The maritime security objectives of the United States, China, Russia, and India reflect competing interests in establishing command of the sea which, as a zero-sum game, entails controlling a maritime space and preventing competitors from doing the same. Hence, their military activities raise tension in the regional security environment, increase military uncertainty and unpredictability, and contribute to their mutual distrust towards each other. 

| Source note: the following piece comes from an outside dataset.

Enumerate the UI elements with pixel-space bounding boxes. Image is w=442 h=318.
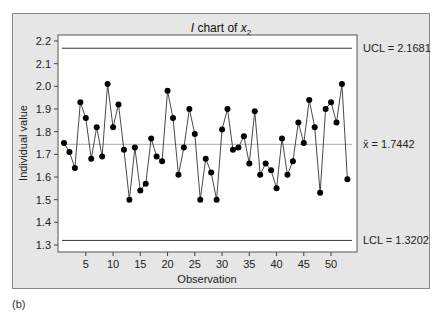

Their maritime security objectives also run contrary to and risk undermining the objectives of the ADMM in establishing a maritime security regime. The ADI, AGMI, and AGAME promote transparency and regularity, the exercise of practical confidence-building measures, as well as the use of crisis management mechanisms to avoid operational miscalculations leading to all-out conflict. However, as indicated in their maritime strategies, the most powerful Plus countries value operational unpredictability and force projection to establish command of the sea in support of their respective security interests. In this regard, while there may an expression of support for this maritime security regime in the ADMM-Plus, these countries may find it difficult to observe common norms, rules, and procedures in actual scenarios of tension at sea. 

Conclusion

Through the comparison of the relative powers of the ADMM-Plus countries, an examination of the ADMM-Plus institutional design, and the identification of common objectives in the maritime security strategies of the most powerful Plus countries, this article identified structural, institutional, and geostrategic constraints in the establishment of a maritime security regime through the ADMM-Plus. These constraints highlight how the dynamics within the ADMM-Plus is different from the dynamics within the ADMM and could explain why despite an expression of interest and support in principle, the ADMM-Plus has not adopted the initiatives of the ADMM in establishing a maritime security regime. 

*Christian Vicedo is a security analyst based in Manila. His writings have appeared in The Diplomat, Pacific Forum PacNet, and the Eurasia Review.